This story was originally published by Minnesota Reformer.
Election day 2020 in Long Prairie, the county seat of Todd County in rural central Minnesota, was a beautiful sunny late autumn day. I’d already voted by absentee ballot, but I was scheduled to pick up my friend Francisco and drive him to the polls. He’d tried voting in 2018, but the election judges apparently questioned his documentation and, as a result, he didn’t vote. Francisco speaks only Spanish.
When I arrived at his daughter’s house where he lives, Francisco was waiting outside with his 17-year-old granddaughter, who was out of school due to Covid-19. She’d be eligible to vote in 2022, so I was delighted she was coming along. They were both masked up and suggested that we drive to city hall separately for safety reasons.

When we arrived, my daughter-in-law was waiting for us, and she snapped a photo of Francisco and his granddaughter, whose name is Itzel, at the Vote Here sign. Inside, we were pleased to discover that Francisco was already registered as a result of his attempt to vote two years earlier.
Francisco got his ballot and, with the help of Itzel, cast it.
As previously reported in the Reformer, more than 70% of Todd County voters cast their ballots for former President Donald Trump in 2020. Francisco and I are anomalies. A couple of days later I called him, and we had a little telephonic celebration. Our guy won! Viva Biden!
On November 15th the Washington Post had lots to say about places like where Francisco, Itzel, and I live:
Some call it the urban versus rural divide, but it is also a digital versus blue-collar split. Increasingly, blue America is diverse, college-educated and heavily invested in professional and tech businesses. In contrast, red America is more white, less likely to have gone to college and reliant on blue-collar sectors like manufacturing, construction and energy.
The urban/rural divide in this leading paragraph is cavernous and filled with blue urban ignorance and hubris. The Post reporters, so full of their certainty about who they are and who we are, didn’t even look at us.
Our town is red but not more white. And, I venture to guess, we are more diverse than much of urban America. My white grandson plays nightly with a Dominican boy whose dad keeps his hair braided beautifully day in and day out. Across the street is a mixed Mexican-American and American couple who have taken legal custody of two boys whose father, a relative, was deported back to Michoacan, a state in central Mexico. Two doors down from the two Mexican-American boys is a Puerto Rican family known by their elderly white neighbors for their raucous all night parties.
So, we are all mixed together in this little rural village. That the mixing together can be measured, and not just anecdotally demonstrated, can be seen with a quick look at the Minnesota Department of Education’s 2022 enrollment statistics for the consolidated Long Prairie-Grey Eagle School District.
As of October 2021, 57% of Long Prairie-Grey Eagle students identified as Hispanic or Latino, according to MDE. Just 38% identified as white, with the balance being other races including a substantial group of Pacific Islanders. Among the 480 Hispanic students are many Spanish speaking Afro-Caribean students.

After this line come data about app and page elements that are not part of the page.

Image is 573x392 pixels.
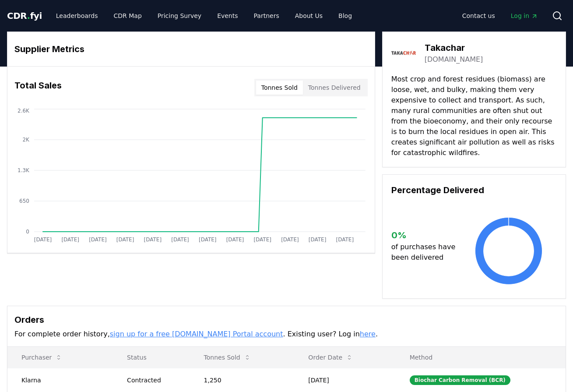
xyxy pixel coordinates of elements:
[456,8,545,24] nav: Main
[49,8,359,24] nav: Main
[144,237,162,242] tspan: [DATE]
[403,353,559,362] p: Method
[7,10,42,22] a: CDR.fyi
[117,237,134,242] tspan: [DATE]
[281,237,299,242] tspan: [DATE]
[391,41,416,65] img: Takachar-logo
[17,167,30,174] tspan: 1.3K
[301,348,360,366] button: Order Date
[151,8,209,24] a: Pricing Survey
[89,237,107,242] tspan: [DATE]
[425,54,484,65] a: [DOMAIN_NAME]
[210,8,245,24] a: Events
[391,242,460,263] p: of purchases have been delivered
[14,348,69,366] button: Purchaser
[22,137,30,143] tspan: 2K
[199,237,217,242] tspan: [DATE]
[256,81,303,95] button: Tonnes Sold
[110,330,283,338] a: sign up for a free [DOMAIN_NAME] Portal account
[294,368,395,392] td: [DATE]
[171,237,189,242] tspan: [DATE]
[425,41,484,54] h3: Takachar
[127,376,182,384] div: Contracted
[14,42,368,56] h3: Supplier Metrics
[391,229,460,242] h3: 0 %
[34,237,52,242] tspan: [DATE]
[410,376,511,385] div: Biochar Carbon Removal (BCR)
[226,237,244,242] tspan: [DATE]
[360,330,376,338] a: here
[511,12,538,20] span: Log in
[336,237,354,242] tspan: [DATE]
[26,229,29,235] tspan: 0
[456,8,502,24] a: Contact us
[303,81,366,95] button: Tonnes Delivered
[107,8,149,24] a: CDR Map
[391,183,557,197] h3: Percentage Delivered
[331,8,359,24] a: Blog
[14,329,559,339] p: For complete order history, . Existing user? Log in .
[197,348,258,366] button: Tonnes Sold
[391,74,557,158] p: Most crop and forest residues (biomass) are loose, wet, and bulky, making them very expensive to ...
[288,8,330,24] a: About Us
[309,237,327,242] tspan: [DATE]
[504,8,545,24] a: Log in
[49,8,105,24] a: Leaderboards
[254,237,271,242] tspan: [DATE]
[17,108,30,114] tspan: 2.6K
[61,237,79,242] tspan: [DATE]
[14,79,62,97] h3: Total Sales
[19,198,29,204] tspan: 650
[190,368,295,392] td: 1,250
[8,368,113,392] td: Klarna
[27,11,30,21] span: .
[7,11,42,21] span: CDR fyi
[120,353,182,362] p: Status
[247,8,286,24] a: Partners
[14,313,559,326] h3: Orders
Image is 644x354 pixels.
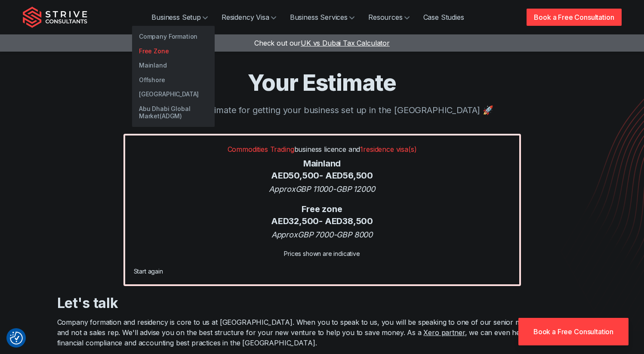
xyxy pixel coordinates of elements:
div: Free zone AED 32,500 - AED 38,500 [134,203,511,227]
button: Consent Preferences [10,331,23,344]
p: Here is your estimate for getting your business set up in the [GEOGRAPHIC_DATA] 🚀 [23,103,622,117]
a: Abu Dhabi Global Market(ADGM) [132,101,215,124]
div: Mainland AED 50,500 - AED 56,500 [134,158,511,181]
p: Company formation and residency is core to us at [GEOGRAPHIC_DATA]. When you to speak to us, you ... [57,317,587,348]
span: Commodities Trading [228,145,295,153]
a: Business Services [283,8,361,26]
div: Approx GBP 7000 - GBP 8000 [134,228,511,240]
a: Company Formation [132,29,215,44]
img: Strive Consultants [23,6,88,28]
a: Business Setup [145,8,215,26]
a: Residency Visa [215,8,283,26]
a: Check out ourUK vs Dubai Tax Calculator [254,39,390,47]
img: Revisit consent button [10,331,23,344]
h3: Let's talk [57,294,587,312]
h1: Your Estimate [23,69,622,96]
div: Approx GBP 11000 - GBP 12000 [134,183,511,195]
a: Xero partner [423,328,465,337]
a: Start again [134,267,163,275]
a: Mainland [132,58,215,73]
p: business licence and [134,144,511,154]
a: [GEOGRAPHIC_DATA] [132,87,215,101]
a: Free Zone [132,44,215,58]
span: UK vs Dubai Tax Calculator [301,39,390,47]
a: Book a Free Consultation [527,8,621,26]
span: 1 residence visa(s) [360,145,416,153]
a: Offshore [132,73,215,87]
div: Prices shown are indicative [134,249,511,258]
a: Resources [361,8,416,26]
a: Book a Free Consultation [518,318,629,345]
a: Case Studies [416,8,471,26]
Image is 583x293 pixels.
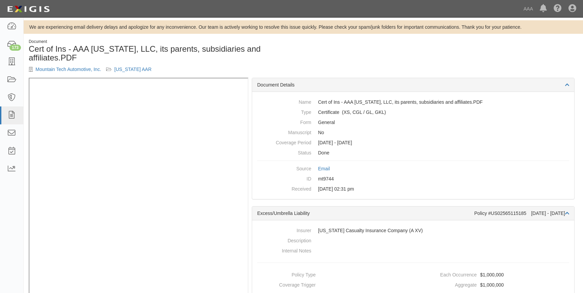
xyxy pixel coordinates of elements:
[257,184,569,194] dd: [DATE] 02:31 pm
[29,39,298,45] div: Document
[257,246,311,254] dt: Internal Notes
[35,67,101,72] a: Mountain Tech Automotive, Inc.
[114,67,151,72] a: [US_STATE] AAR
[9,45,21,51] div: 173
[520,2,536,16] a: AAA
[416,280,477,288] dt: Aggregate
[257,174,311,182] dt: ID
[257,174,569,184] dd: mt9744
[257,210,474,216] div: Excess/Umbrella Liability
[257,184,311,192] dt: Received
[24,24,583,30] div: We are experiencing email delivery delays and apologize for any inconvenience. Our team is active...
[553,5,561,13] i: Help Center - Complianz
[257,127,569,137] dd: No
[257,117,569,127] dd: General
[257,117,311,126] dt: Form
[257,107,311,116] dt: Type
[252,78,574,92] div: Document Details
[257,148,569,158] dd: Done
[257,127,311,136] dt: Manuscript
[257,163,311,172] dt: Source
[416,270,477,278] dt: Each Occurrence
[257,97,569,107] dd: Cert of Ins - AAA [US_STATE], LLC, its parents, subsidiaries and affiliates.PDF
[257,235,311,244] dt: Description
[257,107,569,117] dd: Excess/Umbrella Liability Commercial General Liability / Garage Liability Garage Keepers Liability
[416,270,571,280] dd: $1,000,000
[257,97,311,105] dt: Name
[474,210,569,216] div: Policy #US02565115185 [DATE] - [DATE]
[416,280,571,290] dd: $1,000,000
[257,225,569,235] dd: [US_STATE] Casualty Insurance Company (A XV)
[255,280,315,288] dt: Coverage Trigger
[318,166,330,171] a: Email
[255,270,315,278] dt: Policy Type
[257,137,311,146] dt: Coverage Period
[257,225,311,234] dt: Insurer
[257,137,569,148] dd: [DATE] - [DATE]
[5,3,52,15] img: logo-5460c22ac91f19d4615b14bd174203de0afe785f0fc80cf4dbbc73dc1793850b.png
[257,148,311,156] dt: Status
[29,45,298,62] h1: Cert of Ins - AAA [US_STATE], LLC, its parents, subsidiaries and affiliates.PDF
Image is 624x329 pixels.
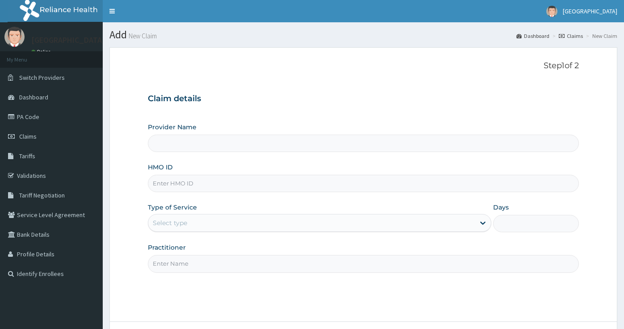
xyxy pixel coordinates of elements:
[493,203,508,212] label: Days
[148,255,579,273] input: Enter Name
[19,192,65,200] span: Tariff Negotiation
[19,133,37,141] span: Claims
[153,219,187,228] div: Select type
[148,123,196,132] label: Provider Name
[583,32,617,40] li: New Claim
[148,163,173,172] label: HMO ID
[148,243,186,252] label: Practitioner
[148,203,197,212] label: Type of Service
[109,29,617,41] h1: Add
[31,49,53,55] a: Online
[148,94,579,104] h3: Claim details
[19,152,35,160] span: Tariffs
[4,27,25,47] img: User Image
[148,175,579,192] input: Enter HMO ID
[19,93,48,101] span: Dashboard
[19,74,65,82] span: Switch Providers
[516,32,549,40] a: Dashboard
[148,61,579,71] p: Step 1 of 2
[31,36,105,44] p: [GEOGRAPHIC_DATA]
[546,6,557,17] img: User Image
[127,33,157,39] small: New Claim
[562,7,617,15] span: [GEOGRAPHIC_DATA]
[558,32,583,40] a: Claims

Out of this beautiful evolving rainbow of diversity in our little town a wonderful thing happened last fall. Itzel, who is a star athlete, was elected Homecoming Queen. Way to go, Itzel!
When Itzel was a baby the few Mexican-American kids in school had to brawl with the majority white kids to protect their dignity. Now Itzel is the Queen of it all. And she’s going vote this fall.
So, how did the Washington Post get it so wrong. Red America — or at least my red and rural America — isn’t less diverse or more white. I’ve known that all these years Itzel has been growing into young adulthood. I saw it coming during the 2020 Census when Long Prairie as a whole was one-third Hispanic.
Of course one town does not make a trend. However, with my limited resources on the wrong side of the digital divide, I located four other rural communities with similar demographics. Worthington, in Nobles County, has a student body that is 59% Hispanic and about 25% white. St. James, in Watonwan, has a 53/46 split; Pelican Rapids, of Otter Tail County, is at 30/53, and Melrose, in Stearns County, is catching up with a 25/73 split.
At what cost is it for the centers of power, such as the Washington Post, to not just overlook my friends Francisco and Itzel but to deny their existence. And by denying their existence the urban power centers cancel the need to address the hard realities of all rural people. Those include the fact that poverty is higher in rural America than it is in urban America. Job creation is higher in urban America and educational opportunities are greater than they are in rural America. A higher percentage of people with disabilities live in rural America while, at the same time, resources for the disabled are fewer. Per capita giving by philanthropic organizations is substantially lower in rural America.
There is indeed an urban-rural divide between red and rural Minnesota, and urban America, but it is not of rural America’s making.
I will not vote for Trump, or trumpists, in the upcoming elections, but I can’t promise you Itzel and Francisco won’t join the majority of Todd County voters and do so. Why wouldn’t they?
Tim King has been a vegetable and sheep farmer and a freelance journalist for the past 35 years. He was co-founder and publisher of the bilingual monthly newspaper La Voz Libre and the community foundation Dreams United/Sueños Unidos.